The federal government is embarking on a massive study of young people’s use of marijuana, a project that some say could be a game-changer.
With the goal of following roughly 10,000 young Americans over 10 years, the so-called ABCD (Adolescent Brain Cognitive Development) study will try to answer important questions about how pot impacts young people’s brains, which are still developing into their mid-twenties.
“It’s a great initiative and one that’s likely to change what we know and think about substances, specifically marijuana,” says Dr. Staci Gruber, a Harvard Medical School psychiatry professor and leading marijuana researcher.
The study would start tracking young people at the age of 9 or 10, before they begin ingesting substances such as tobacco, alcohol and pot. Using brain-imaging and other techniques, the $150 million study would attempt to discern differences in those who consumed substances and those who didn’t, or consumed infrequently.
“One of the main questions we’re trying to answer is what these kids look like before they start using substances, and then how much do the substances alter or effect this period of brain development,” said Dr. Susan Weiss, associate director for scientific affairs at the National Institute on Drug Abuse (NIDA), one of the agencies leading the study.
But for all its scope and ambition, can ABCD overcome perceptions of bias and limits on ethical research to provide much in the way of weighty new insights?
Some may believe that decades of research and widespread use have already revealed the risks of marijuana. There’s scientific consensus that most adults can occasionally use pot without serious health risks, and that heavy use by young people is linked with cognitive impairment and psychotic episodes.
But some important findings remain less than conclusive, according to a report by the RAND Corp. for the state of Vermont. The evidence linking pot to stunted brain development, for instance, is “fairly weak and somewhat inconsistent,” the Vermont report says.
Skeptics may point to scientific constraints on ABCD’s findings and value.
Ethics prohibit scientists from giving intoxicating drugs to 9 year-olds. That means ABCD can’t conduct the kind of “gold-standard” double-blind experiments in which subjects are randomly given drugs or placebos. As a study merely observing young people, ABCD can’t show that pot causes anything — good or bad. For all its reach, the study can only establish an association between, let’s say, pot and depression.
That lack of demonstrated causality has left a significant hole in marijuana research. Policy makers are thus relegated to a “fog of uncertainties” about pot’s impact on public health, according to the Vermont report.
Still, some scientists see great potential value in such a large study, which could firm up associations now tenuous because of small sample sizes and other shortcomings in design. ABCD will also take the important step of studying kids before they start consuming substances and studying occasional or infrequent users. “This initiative is absolutely groundbreaking,” Gruber says.
What’s more, the study will use brain-imaging technology such as fMRI, and should offer something decades-old studies haven’t: research on the increased potency of pot and new methods of consuming, such as vaporizing hash oil.
Such a study, Weiss says, has never been more timely. With four states legalizing pot and the movement poised to spread across the country, policymakers need clearer research — particularly on those who appear most vulnerable to pot’s risks — than ever before.
It’s likely that legalizing weed will even be a topic for presidential candidates next year.
That’s precisely what worries some who say marijuana is still caught in a values debate, not a scientific one; a debate that one day will appear inexplicably musty in its archaic views. Federally-funded research has historically focused on the harms of marijuana, especially among very heavy users, instead of its seemingly more moderate risks — even possible benefits — for occasional consumers.
A recent report to Colorado officials noted that pot’s illegality has injected both a “funding bias and publication bias into the body of” research literature on pot use.
Weiss says ABCD won’t be biased. Previous NIDA research may have focused on harm because preventing abuse is the agency’s mission, she says.
But she points to the agency’s interest in research on the therapeutic uses of cannabidiol (CBD), one of the non-intoxicating chemicals in marijuana. ABCD will aim, she said, to answer questions not steer policy. “If it turns out marijuana doesn’t do anything bad to the brain, then that’s just fine,” she said.
The ABCD study involves federal agencies besides NIDA, which could bring different perspectives less focused on harm.
Prohibition is hardly ideal, Weiss, said with its racially-skewed history of enforcement. (A national ACLU study found that African-Americans were four times more likely to be arrested for pot possession than whites, although they consume at roughly equal rates.) “Nobody wants that to happen,” she says.
But the question of legalizing weed — or how best to legalize — is complicated, she says, by questions about pot’s impact on young people’s developing brains.
So researchers are trying to move quickly, by federal standards. The National Institutes of Health announced earlier this month one of ABCD’s first funding opportunities, $2 million for a study coordinating center. Applications are due in April.
Of course, there’s a possibility much of the policy debate may be resolved by the time the study is completed in 10 years. Or, there’s a chance that waiting for its results could be used as an argument against legalizing. “That’s why we’re trying to get it going as quickly as possible,” Weiss says.
Bob, nice job — this is really interesting insight into scientific research with big policy implications.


* [GOAL OF THE EXERCISE]: Wherever a line holds the word "component", copy that line from the data.

* [INPUT MATERIAL]:
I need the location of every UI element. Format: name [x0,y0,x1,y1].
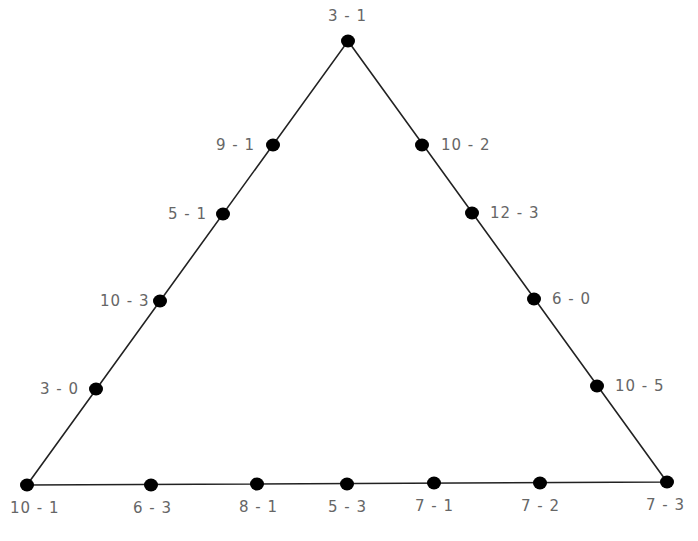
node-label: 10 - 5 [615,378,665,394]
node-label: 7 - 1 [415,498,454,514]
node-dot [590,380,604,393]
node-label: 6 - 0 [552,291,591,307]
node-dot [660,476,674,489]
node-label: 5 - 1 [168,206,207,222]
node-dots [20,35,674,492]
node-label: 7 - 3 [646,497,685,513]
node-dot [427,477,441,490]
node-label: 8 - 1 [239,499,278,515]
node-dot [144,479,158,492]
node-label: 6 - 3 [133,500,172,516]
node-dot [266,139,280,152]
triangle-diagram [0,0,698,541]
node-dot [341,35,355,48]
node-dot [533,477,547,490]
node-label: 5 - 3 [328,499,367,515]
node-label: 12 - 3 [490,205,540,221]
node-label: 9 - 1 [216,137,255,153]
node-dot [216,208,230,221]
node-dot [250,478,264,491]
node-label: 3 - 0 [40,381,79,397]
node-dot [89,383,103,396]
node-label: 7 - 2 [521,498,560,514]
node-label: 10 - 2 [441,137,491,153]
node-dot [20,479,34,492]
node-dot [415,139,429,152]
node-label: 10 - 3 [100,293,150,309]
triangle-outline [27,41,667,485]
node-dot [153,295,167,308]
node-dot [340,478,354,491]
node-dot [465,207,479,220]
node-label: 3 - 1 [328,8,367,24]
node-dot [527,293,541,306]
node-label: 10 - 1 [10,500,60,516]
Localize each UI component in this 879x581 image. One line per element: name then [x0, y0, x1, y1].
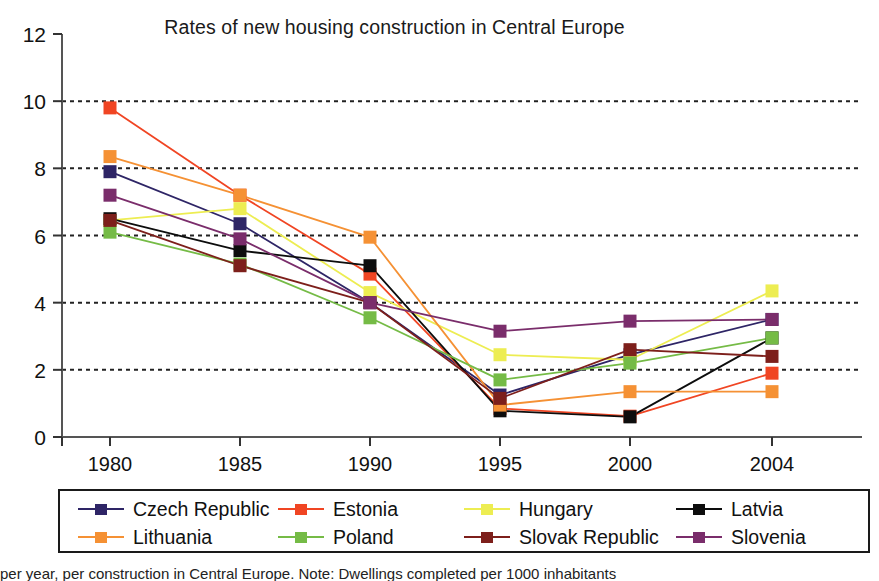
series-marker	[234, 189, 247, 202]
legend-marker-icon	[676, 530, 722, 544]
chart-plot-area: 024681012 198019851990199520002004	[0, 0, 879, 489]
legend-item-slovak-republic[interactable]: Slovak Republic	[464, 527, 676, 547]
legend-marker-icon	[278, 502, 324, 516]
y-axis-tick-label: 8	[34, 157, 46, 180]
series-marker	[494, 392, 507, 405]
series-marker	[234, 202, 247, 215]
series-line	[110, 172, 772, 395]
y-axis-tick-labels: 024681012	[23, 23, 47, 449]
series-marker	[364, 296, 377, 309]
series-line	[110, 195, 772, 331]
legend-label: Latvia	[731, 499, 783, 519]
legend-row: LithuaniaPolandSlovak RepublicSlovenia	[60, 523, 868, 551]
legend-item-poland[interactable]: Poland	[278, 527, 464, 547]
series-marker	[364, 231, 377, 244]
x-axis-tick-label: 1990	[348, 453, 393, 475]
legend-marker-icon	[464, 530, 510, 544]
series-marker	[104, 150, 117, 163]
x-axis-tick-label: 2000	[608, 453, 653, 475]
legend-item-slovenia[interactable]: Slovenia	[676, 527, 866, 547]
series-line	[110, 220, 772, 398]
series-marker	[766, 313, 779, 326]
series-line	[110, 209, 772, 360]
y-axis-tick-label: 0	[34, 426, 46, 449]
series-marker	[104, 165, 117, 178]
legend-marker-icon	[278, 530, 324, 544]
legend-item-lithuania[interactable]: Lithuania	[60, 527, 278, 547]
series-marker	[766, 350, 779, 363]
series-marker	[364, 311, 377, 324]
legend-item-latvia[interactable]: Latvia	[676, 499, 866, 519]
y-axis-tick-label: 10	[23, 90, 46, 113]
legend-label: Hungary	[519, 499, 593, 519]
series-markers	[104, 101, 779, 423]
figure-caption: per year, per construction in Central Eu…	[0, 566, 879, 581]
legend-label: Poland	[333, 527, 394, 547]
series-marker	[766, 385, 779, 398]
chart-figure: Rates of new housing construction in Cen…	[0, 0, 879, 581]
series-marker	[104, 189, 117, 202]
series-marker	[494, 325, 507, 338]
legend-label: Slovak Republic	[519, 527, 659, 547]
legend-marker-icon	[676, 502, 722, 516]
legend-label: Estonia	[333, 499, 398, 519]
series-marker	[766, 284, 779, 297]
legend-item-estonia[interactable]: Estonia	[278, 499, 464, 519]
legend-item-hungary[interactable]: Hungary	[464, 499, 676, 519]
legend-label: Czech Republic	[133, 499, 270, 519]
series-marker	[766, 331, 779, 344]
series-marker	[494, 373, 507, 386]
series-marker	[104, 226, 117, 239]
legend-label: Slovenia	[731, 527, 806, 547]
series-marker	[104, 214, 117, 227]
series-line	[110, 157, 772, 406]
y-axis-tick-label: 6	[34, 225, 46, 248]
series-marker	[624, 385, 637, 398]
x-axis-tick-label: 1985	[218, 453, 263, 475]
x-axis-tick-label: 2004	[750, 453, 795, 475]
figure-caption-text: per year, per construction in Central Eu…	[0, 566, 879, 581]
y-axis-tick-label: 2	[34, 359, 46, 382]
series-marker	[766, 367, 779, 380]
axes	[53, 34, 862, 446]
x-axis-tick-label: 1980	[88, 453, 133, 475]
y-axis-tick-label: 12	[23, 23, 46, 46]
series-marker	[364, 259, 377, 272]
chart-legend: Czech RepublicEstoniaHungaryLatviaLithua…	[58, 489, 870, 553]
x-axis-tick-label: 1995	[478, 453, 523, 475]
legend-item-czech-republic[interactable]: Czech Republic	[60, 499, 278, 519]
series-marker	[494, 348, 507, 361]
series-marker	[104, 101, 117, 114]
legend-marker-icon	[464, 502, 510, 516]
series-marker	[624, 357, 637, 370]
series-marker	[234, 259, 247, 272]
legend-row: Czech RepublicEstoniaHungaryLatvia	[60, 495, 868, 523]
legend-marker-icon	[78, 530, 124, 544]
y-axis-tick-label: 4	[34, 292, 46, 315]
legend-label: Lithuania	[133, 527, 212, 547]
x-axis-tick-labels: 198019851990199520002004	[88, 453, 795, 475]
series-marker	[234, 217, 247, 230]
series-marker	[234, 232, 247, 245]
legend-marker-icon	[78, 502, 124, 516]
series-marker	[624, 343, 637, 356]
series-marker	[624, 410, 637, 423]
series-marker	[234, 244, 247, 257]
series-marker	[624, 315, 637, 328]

---

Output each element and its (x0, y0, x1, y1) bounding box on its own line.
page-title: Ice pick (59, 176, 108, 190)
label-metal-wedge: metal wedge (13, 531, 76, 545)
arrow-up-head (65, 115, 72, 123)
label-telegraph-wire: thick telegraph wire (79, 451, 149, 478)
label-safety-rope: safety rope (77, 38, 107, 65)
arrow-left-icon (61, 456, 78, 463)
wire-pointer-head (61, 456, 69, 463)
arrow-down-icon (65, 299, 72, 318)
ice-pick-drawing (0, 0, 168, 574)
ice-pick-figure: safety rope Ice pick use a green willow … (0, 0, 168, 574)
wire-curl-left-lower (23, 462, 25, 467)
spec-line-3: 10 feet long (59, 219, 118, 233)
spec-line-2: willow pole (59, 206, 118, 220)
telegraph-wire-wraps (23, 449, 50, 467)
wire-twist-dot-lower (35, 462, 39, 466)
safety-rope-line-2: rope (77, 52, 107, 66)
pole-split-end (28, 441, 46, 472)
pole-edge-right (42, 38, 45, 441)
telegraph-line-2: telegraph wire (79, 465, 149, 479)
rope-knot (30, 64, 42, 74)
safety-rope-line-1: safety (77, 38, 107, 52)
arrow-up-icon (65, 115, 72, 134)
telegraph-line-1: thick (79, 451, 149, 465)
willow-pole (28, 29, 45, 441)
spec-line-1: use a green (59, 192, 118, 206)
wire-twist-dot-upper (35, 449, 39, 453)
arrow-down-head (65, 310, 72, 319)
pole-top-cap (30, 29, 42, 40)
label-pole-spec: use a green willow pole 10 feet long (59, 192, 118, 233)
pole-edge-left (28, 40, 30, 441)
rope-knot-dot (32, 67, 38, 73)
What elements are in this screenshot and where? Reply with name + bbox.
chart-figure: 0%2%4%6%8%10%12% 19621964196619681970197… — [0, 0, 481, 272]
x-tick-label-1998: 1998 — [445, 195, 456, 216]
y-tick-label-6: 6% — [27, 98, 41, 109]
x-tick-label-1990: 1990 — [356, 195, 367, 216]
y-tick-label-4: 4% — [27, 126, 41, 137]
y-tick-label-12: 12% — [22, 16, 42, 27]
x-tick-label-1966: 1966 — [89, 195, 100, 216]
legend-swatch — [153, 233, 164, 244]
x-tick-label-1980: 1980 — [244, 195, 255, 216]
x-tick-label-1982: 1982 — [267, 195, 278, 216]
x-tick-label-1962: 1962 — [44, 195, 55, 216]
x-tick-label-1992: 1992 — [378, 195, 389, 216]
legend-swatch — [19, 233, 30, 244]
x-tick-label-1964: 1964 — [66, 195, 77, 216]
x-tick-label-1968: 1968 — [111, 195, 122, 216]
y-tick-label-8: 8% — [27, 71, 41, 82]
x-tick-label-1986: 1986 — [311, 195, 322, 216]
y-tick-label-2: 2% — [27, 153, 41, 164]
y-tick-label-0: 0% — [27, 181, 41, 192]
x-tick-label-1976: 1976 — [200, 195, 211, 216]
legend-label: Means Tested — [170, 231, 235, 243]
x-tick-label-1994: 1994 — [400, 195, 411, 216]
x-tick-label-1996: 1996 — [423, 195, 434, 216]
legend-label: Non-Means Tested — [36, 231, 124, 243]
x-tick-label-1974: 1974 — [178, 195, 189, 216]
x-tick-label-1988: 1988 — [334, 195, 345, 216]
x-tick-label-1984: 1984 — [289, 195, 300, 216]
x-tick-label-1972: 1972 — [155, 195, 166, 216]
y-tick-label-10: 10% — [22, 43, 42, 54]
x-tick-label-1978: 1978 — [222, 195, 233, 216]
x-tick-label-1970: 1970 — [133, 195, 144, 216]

--

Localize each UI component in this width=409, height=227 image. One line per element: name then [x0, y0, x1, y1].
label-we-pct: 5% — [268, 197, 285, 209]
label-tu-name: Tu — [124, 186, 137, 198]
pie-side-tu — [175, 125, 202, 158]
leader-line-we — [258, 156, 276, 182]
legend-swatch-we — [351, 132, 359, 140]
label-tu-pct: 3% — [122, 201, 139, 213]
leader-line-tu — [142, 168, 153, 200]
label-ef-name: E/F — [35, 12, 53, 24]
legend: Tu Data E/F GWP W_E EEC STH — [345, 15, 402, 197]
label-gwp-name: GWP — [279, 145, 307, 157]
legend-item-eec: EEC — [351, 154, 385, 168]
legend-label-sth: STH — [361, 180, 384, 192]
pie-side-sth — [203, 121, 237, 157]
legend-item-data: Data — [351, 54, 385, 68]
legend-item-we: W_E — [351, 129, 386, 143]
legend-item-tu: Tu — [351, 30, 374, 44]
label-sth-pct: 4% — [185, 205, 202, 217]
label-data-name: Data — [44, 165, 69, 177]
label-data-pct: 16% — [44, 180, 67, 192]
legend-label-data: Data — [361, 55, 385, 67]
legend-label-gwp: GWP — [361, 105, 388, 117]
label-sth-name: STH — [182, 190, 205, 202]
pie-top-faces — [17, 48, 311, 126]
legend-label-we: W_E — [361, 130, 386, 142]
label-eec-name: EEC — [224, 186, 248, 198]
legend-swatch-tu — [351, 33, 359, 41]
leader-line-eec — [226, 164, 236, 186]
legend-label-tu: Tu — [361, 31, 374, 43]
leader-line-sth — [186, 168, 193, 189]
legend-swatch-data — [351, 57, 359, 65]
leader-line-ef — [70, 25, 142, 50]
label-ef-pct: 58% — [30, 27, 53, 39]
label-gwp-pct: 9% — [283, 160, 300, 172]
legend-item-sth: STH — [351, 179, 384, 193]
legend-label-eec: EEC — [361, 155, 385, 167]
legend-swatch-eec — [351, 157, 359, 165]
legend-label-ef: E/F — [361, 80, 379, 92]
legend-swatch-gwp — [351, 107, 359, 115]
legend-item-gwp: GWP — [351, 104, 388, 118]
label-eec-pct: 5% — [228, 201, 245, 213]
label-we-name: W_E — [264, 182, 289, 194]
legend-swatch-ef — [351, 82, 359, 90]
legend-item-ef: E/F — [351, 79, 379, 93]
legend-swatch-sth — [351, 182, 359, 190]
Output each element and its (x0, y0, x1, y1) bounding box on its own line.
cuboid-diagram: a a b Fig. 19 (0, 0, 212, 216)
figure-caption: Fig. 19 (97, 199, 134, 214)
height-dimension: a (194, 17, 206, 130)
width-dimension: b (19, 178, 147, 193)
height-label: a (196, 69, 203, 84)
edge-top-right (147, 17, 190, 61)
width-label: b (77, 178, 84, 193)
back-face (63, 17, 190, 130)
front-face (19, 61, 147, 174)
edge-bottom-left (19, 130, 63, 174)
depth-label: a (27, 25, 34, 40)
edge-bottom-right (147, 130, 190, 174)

* [ANSWER SECTION]:
Localize each UI component in this 879x581 image. One line per element: name then [x0, y0, x1, y1].
Localize each UI component in this width=409, height=227 image. One line per element: name then [x0, y0, x1, y1].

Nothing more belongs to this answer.